Local government partners also played roles that shaped the day-to-day practicality of construction. The Lycoming County Commissioners approved a $100, 000 grant for construction. The City of Williamsport permitted the use of an adjacent city-owned property for equipment and materials storage. Vilello described the work as involving multiple levels of cooperation, including Lycoming County, the City of Williamsport, Habitat, and the college — a chain of decisions that turned a cleared lot into a buildable site and then into a home.

For Greater Lycoming Habitat for Humanity, the partnership also centers on what happens after the final nail. Dana Borick Brigandi, director of development representing Greater Lycoming Habitat for Humanity, spoke at the Friday conference and tour about the family’s living situation and the significance of what comes next inside the house. “They are each going to be having their own bedroom, they are not going to be sharing one room with the family members, ” Dana Borick Brigandi said.

She described the family’s preparation as part of the broader effort to build stability, not only a structure. “We’re so excited the family is partnering with us to make these changes, to get the financial training and the construction training, so that they can be successful homeowners and keep this going for their lifetime, ” Borick Brigandi said.

How does penn college fit into the state’s housing and workforce goals?
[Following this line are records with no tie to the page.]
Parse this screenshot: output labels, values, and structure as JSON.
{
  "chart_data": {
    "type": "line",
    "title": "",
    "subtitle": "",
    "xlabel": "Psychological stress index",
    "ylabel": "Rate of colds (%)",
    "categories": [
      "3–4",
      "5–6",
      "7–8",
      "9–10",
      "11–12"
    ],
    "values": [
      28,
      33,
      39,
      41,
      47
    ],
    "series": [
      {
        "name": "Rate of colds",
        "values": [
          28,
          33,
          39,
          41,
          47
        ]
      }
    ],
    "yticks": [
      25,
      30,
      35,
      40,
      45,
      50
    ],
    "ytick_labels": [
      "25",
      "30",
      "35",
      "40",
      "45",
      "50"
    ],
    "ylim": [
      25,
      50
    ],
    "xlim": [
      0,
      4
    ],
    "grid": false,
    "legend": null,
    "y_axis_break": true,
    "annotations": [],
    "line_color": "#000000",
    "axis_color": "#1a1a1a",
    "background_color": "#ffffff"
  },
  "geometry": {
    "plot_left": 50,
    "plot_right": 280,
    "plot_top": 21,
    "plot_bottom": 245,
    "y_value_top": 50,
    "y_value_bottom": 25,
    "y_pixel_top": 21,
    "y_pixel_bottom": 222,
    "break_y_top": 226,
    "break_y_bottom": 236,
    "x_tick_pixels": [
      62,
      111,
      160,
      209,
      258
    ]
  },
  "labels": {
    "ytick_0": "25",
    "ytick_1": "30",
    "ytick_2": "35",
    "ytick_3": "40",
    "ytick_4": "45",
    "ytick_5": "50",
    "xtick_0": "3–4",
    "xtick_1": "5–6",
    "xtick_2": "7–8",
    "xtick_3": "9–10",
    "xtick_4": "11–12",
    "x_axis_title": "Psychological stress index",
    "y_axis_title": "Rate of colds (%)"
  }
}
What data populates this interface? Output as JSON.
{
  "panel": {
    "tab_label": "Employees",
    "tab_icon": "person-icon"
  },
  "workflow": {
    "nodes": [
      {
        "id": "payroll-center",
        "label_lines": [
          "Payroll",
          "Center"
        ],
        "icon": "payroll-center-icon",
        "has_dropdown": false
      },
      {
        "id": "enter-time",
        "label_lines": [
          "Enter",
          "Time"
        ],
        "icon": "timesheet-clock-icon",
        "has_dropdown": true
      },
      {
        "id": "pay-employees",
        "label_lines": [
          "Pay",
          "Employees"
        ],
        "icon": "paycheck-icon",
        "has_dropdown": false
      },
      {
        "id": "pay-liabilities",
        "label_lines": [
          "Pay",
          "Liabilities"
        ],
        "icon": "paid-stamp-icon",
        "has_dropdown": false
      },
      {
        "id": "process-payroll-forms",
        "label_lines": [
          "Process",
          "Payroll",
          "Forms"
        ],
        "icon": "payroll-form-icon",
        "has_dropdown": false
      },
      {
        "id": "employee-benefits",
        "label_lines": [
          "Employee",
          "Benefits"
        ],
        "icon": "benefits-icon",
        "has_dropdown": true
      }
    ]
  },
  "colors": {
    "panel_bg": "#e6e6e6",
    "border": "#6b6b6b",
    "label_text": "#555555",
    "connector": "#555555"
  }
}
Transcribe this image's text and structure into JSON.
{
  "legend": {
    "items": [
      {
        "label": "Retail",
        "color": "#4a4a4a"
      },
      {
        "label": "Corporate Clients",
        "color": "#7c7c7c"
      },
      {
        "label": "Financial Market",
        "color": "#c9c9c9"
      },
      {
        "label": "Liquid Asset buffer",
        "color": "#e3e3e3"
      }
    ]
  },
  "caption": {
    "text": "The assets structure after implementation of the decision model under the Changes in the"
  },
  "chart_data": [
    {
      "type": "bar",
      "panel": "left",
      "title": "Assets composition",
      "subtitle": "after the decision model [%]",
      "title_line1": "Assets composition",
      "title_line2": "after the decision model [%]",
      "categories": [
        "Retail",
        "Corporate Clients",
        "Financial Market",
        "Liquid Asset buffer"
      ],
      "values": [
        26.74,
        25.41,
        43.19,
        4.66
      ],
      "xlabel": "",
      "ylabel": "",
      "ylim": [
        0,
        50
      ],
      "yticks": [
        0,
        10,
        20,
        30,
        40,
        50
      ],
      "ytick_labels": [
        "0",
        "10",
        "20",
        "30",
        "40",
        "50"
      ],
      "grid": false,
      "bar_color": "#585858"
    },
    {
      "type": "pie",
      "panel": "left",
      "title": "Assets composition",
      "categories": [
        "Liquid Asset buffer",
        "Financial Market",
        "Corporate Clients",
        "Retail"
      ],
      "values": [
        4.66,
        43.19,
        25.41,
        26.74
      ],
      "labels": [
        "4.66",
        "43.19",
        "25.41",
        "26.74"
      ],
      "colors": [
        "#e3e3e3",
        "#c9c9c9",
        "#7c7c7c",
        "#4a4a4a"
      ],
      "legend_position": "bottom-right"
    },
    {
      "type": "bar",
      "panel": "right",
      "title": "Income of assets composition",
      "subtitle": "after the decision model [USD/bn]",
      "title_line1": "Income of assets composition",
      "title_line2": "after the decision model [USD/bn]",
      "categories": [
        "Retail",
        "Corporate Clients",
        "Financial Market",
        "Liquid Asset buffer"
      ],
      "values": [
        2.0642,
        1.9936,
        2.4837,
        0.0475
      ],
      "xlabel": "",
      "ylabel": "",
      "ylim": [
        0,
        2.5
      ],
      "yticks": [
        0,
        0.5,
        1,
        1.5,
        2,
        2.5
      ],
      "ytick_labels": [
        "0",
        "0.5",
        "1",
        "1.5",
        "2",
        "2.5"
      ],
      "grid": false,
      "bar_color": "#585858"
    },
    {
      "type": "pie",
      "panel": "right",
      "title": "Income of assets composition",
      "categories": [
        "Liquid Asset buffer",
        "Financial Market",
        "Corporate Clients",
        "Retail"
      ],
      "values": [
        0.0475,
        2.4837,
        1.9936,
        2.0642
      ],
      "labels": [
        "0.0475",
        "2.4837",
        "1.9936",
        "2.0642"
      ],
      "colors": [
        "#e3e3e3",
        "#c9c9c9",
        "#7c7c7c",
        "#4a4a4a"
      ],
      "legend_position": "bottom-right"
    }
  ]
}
The state’s housing message in Williamsport was paired with a workforce message: the idea that building more housing and building the next generation of tradespeople are connected. Vilello framed the initiative as one that supports housing options and opportunity for families while also fostering relationships with educational institutions turning out building trades and construction professionals, such as graduates from Penn College.

At the same time, the state’s broader funding discussion hovered behind the home tour. Vilello explained that Shapiro’s 2026-27 proposed budget creates a new $1 billion initiative to provide flexible funding for major infrastructure projects across the Commonwealth, including building and preserving more housing, bringing new energy generation onto the grid, and upgrading school and municipal facilities.

In Williamsport, the practical impact of those big ideas was visible in the division of labor: students learning and working on real systems, Habitat staff and volunteers filling the gaps when classes were not in session, and local government smoothing logistics with grants and space for storage. The result is a nearly completed home and a scheduled move-in next month — a timeline that takes statewide planning and local patience and turns it into a handoff of keys.

As the Friday afternoon event ended, the house on 5th Avenue still read as a job site in its final stretch, but it also read as a neighborhood signal: a property once known as a “nuisance bar, ” now rebuilt through cooperation, training, and targeted support. In a state confronting affordability pressures and a projected shortage, the question left hanging is how many more blocks can replicate what this one address achieved — and whether penn college and its partners can keep turning cleared lots into stable homes, one family at a time.